Record Number: 1799
Reading Experience:
Evidence:
'In 1898 Armstrong organised the Ashington Debating and Literary Improvement Society, and his reading broadened out to Shakespeare, Burns, Shelley, Keats, Tennyson, Byron, Whitman, Wordsworth, Scott, Robert Browning, Darwin and T.H. Huxley. Robertson Nicoll's British Weekly had introduced him to a more liberal Nonconformity that was hospitable to contemporary literature. The difficulty was that the traditional Nonconformist commitment to freedom of conscience was propelling him beyond the confines of Primitive Methodism, as far as Unitarianism, the Rationalist Press Association and the Independent Labour Party. His tastes in literature evolved apace: Ibsen, Zola.
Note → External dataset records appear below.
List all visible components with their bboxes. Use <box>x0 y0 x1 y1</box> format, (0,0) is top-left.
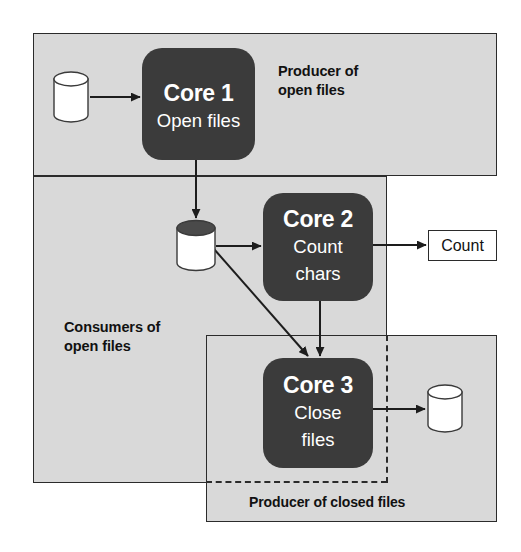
core-2-subtitle: Count chars <box>293 234 342 288</box>
consumers-panel-dashed-right-edge <box>386 335 388 483</box>
core-3-subtitle: Close files <box>294 400 341 454</box>
node-count-output[interactable]: Count <box>428 230 497 261</box>
panel-label-producer-of-closed-files: Producer of closed files <box>249 493 405 511</box>
node-core-3[interactable]: Core 3 Close files <box>263 358 373 468</box>
panel-producer-of-open-files <box>33 33 497 176</box>
node-core-2[interactable]: Core 2 Count chars <box>263 193 373 301</box>
open-files-queue-icon <box>176 219 216 272</box>
input-files-store-icon <box>53 71 89 123</box>
consumers-panel-dashed-bottom-edge <box>206 481 387 483</box>
node-core-1[interactable]: Core 1 Open files <box>142 48 255 160</box>
count-box-label: Count <box>441 237 484 255</box>
panel-label-producer-of-open-files: Producer of open files <box>278 62 358 100</box>
panel-label-consumers-of-open-files: Consumers of open files <box>64 318 160 356</box>
core-2-title: Core 2 <box>283 207 353 232</box>
core-3-title: Core 3 <box>283 373 353 398</box>
core-1-subtitle: Open files <box>157 109 240 133</box>
core-1-title: Core 1 <box>164 81 234 106</box>
diagram-canvas: Producer of open files Consumers of open… <box>0 0 521 552</box>
closed-files-store-icon <box>427 384 463 433</box>
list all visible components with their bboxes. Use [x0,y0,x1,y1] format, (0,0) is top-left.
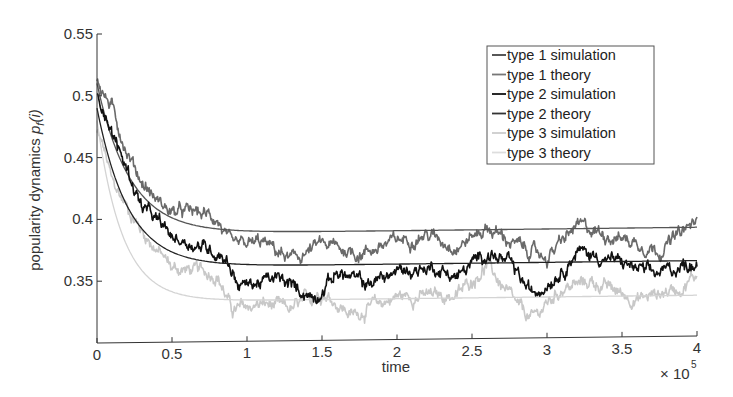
svg-text:× 10: × 10 [660,365,690,382]
x-tick-label: 4 [693,339,701,356]
x-tick-label: 1.5 [312,343,333,360]
y-tick-label: 0.5 [72,87,93,104]
y-ticks: 0.350.40.450.50.55 [64,25,102,289]
x-tick-label: 1 [243,344,251,361]
legend-label: type 2 simulation [507,86,616,102]
legend-label: type 1 simulation [507,47,616,63]
x-tick-label: 2.5 [462,342,483,359]
popularity-dynamics-chart: 0.350.40.450.50.55 00.511.522.533.54 tim… [0,0,733,397]
y-tick-label: 0.4 [72,210,93,227]
x-tick-label: 0 [93,346,101,363]
x-tick-label: 0.5 [162,345,183,362]
legend-label: type 1 theory [507,67,592,83]
y-tick-label: 0.35 [64,272,93,289]
y-tick-label: 0.55 [64,25,93,42]
y-axis-title: popularity dynamics pf(i) [26,109,46,270]
x-axis-title: time [382,358,410,375]
legend-label: type 2 theory [507,106,592,122]
x-tick-label: 3 [543,341,551,358]
legend: type 1 simulationtype 1 theorytype 2 sim… [487,46,654,164]
legend-label: type 3 simulation [507,125,616,141]
x-multiplier: × 10 5 [660,359,697,382]
svg-text:5: 5 [691,359,697,370]
y-tick-label: 0.45 [64,149,93,166]
x-tick-label: 2 [393,343,401,360]
x-tick-label: 3.5 [612,340,633,357]
legend-label: type 3 theory [507,145,592,161]
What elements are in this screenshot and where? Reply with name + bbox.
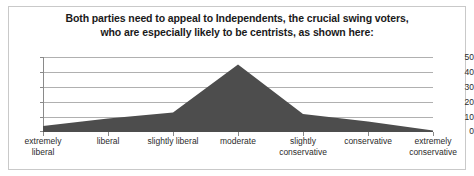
x-label-slightly-liberal: slightly liberal <box>137 136 209 147</box>
x-label-liberal-line-1: liberal <box>72 136 144 147</box>
x-label-moderate-line-1: moderate <box>202 136 274 147</box>
x-label-conservative: conservative <box>332 136 404 147</box>
area-series-polygon <box>43 65 433 133</box>
x-axis-labels: extremely liberal liberal slightly liber… <box>0 136 474 172</box>
x-label-extremely-liberal: extremely liberal <box>7 136 79 158</box>
chart-figure: Both parties need to appeal to Independe… <box>0 0 474 176</box>
x-label-slightly-liberal-line-1: slightly liberal <box>137 136 209 147</box>
x-label-extremely-conservative: extremely conservative <box>397 136 469 158</box>
x-label-moderate: moderate <box>202 136 274 147</box>
x-label-liberal: liberal <box>72 136 144 147</box>
plot-wrapper: 50 40 30 20 10 0 <box>0 0 474 176</box>
x-label-conservative-line-1: conservative <box>332 136 404 147</box>
x-label-extremely-liberal-line-2: liberal <box>7 147 79 158</box>
x-label-slightly-conservative-line-1: slightly <box>267 136 339 147</box>
x-label-extremely-conservative-line-2: conservative <box>397 147 469 158</box>
x-label-slightly-conservative-line-2: conservative <box>267 147 339 158</box>
x-label-slightly-conservative: slightly conservative <box>267 136 339 158</box>
x-label-extremely-conservative-line-1: extremely <box>397 136 469 147</box>
x-label-extremely-liberal-line-1: extremely <box>7 136 79 147</box>
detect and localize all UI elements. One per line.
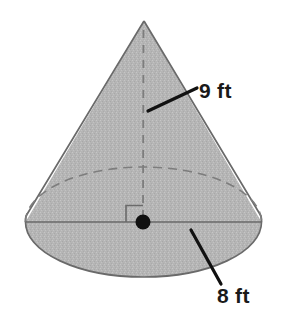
- cone-diagram: 9 ft 8 ft: [0, 0, 281, 329]
- diameter-dimension-label: 8 ft: [217, 285, 250, 306]
- center-dot: [136, 215, 151, 230]
- height-dimension-label: 9 ft: [199, 80, 232, 101]
- cone-drawing: [0, 0, 281, 329]
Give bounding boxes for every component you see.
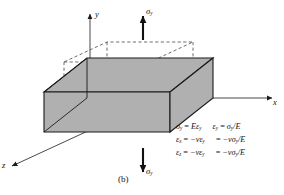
eq2-right-rhs: −νσ [223,135,236,144]
eq3-left-rhs-sub: y [202,151,204,157]
equation-3-right: = −νσy/E [216,146,245,161]
eq2-right-tail: /E [238,135,245,144]
eq2-left-lhs-sub: x [179,138,181,144]
y-axis-label: y [95,9,99,19]
axis-z [12,130,90,166]
eq3-right-operator: = [216,148,221,157]
stress-label-top: σy [146,6,153,16]
stress-label-bottom: σy [146,166,153,176]
eq2-right-operator: = [216,135,221,144]
stress-label-bottom-subscript: y [150,170,152,176]
eq2-left-operator: = [184,135,189,144]
equation-row-1: σy = Eεy εy = σy/E [176,120,284,133]
x-axis-label: x [273,97,277,107]
eq3-left-rhs: −νε [190,148,202,157]
eq1-left-operator: = [184,122,189,131]
eq1-right-lhs-sub: y [216,125,218,131]
eq1-left-rhs-sub: y [199,125,201,131]
stress-label-top-subscript: y [150,10,152,16]
z-axis-line [12,130,90,166]
eq3-left-operator: = [183,148,188,157]
constitutive-equations: σy = Eεy εy = σy/E εx = −νεy = −νσy/E εz… [176,120,284,159]
stress-strain-figure [0,0,284,195]
z-axis-label: z [2,160,5,170]
deformed-block-front-face [44,92,170,132]
figure-caption: (b) [118,174,129,184]
eq3-right-rhs: −νσ [222,148,235,157]
eq2-left-rhs-sub: y [203,138,205,144]
eq3-right-tail: /E [238,148,245,157]
eq3-left-lhs-sub: z [179,151,181,157]
equation-row-3: εz = −νεy = −νσy/E [176,146,284,159]
eq1-right-operator: = [220,122,225,131]
eq2-left-rhs: −νε [190,135,202,144]
equation-row-2: εx = −νεy = −νσy/E [176,133,284,146]
eq1-left-lhs-sub: y [180,125,182,131]
eq1-right-tail: /E [233,122,240,131]
equation-3-left: εz = −νεy [176,146,205,161]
Meredith, and Wilde by the 1890s; then on to Shaw, Wells, and Bennett; and ultimately Marxist economics and Brave New World'.
Century:1850-1899
Date:Between 1 Jan 1898 and 31 Dec 1898
Country:England
Timen/a
Place:city: Ashington
Type of Experience(Reader):
silent aloud unknown
solitary in company unknown
single serial unknown
(Listener):
solitary in company unknown
single serial unknown
Reader / Listener / Reading Group:
Reader: Age:Adult (18-100+)
Gender:Male
Date of Birth:1868
Socio-Economic Group:Labourer (non-agricultural)
Occupation:miner
Religion:n/a
Country of Origin:England
Country of Experience:England
Listeners present if any:e.g family, servants, friends
n/a
Additional Comments:
n/a
Text Being Read:
Author: Title:n/a
Genre:Fiction
Form of Text:Print: Book
Publication Detailsn/a
Provenanceunknown
Source Information:
Record ID:1799
Source:Jonathan Rose
Editor:n/a
Title:The Intellectual Life of the British Working Classes
Place of Publication:New Haven
Date of Publication:2001
Vol:n/a
Page:74
Additional Comments:
n/a
Citation:
Jonathan Rose, The Intellectual Life of the British Working Classes, (New Haven, 2001), p. 74, http://www.open.ac.uk/Arts/reading/UK/record_details.php?id=1799, accessed: 22 November 2024
Additional Comments:
See Chester Amrstrong, 'Pilgrimage from Nenthead'.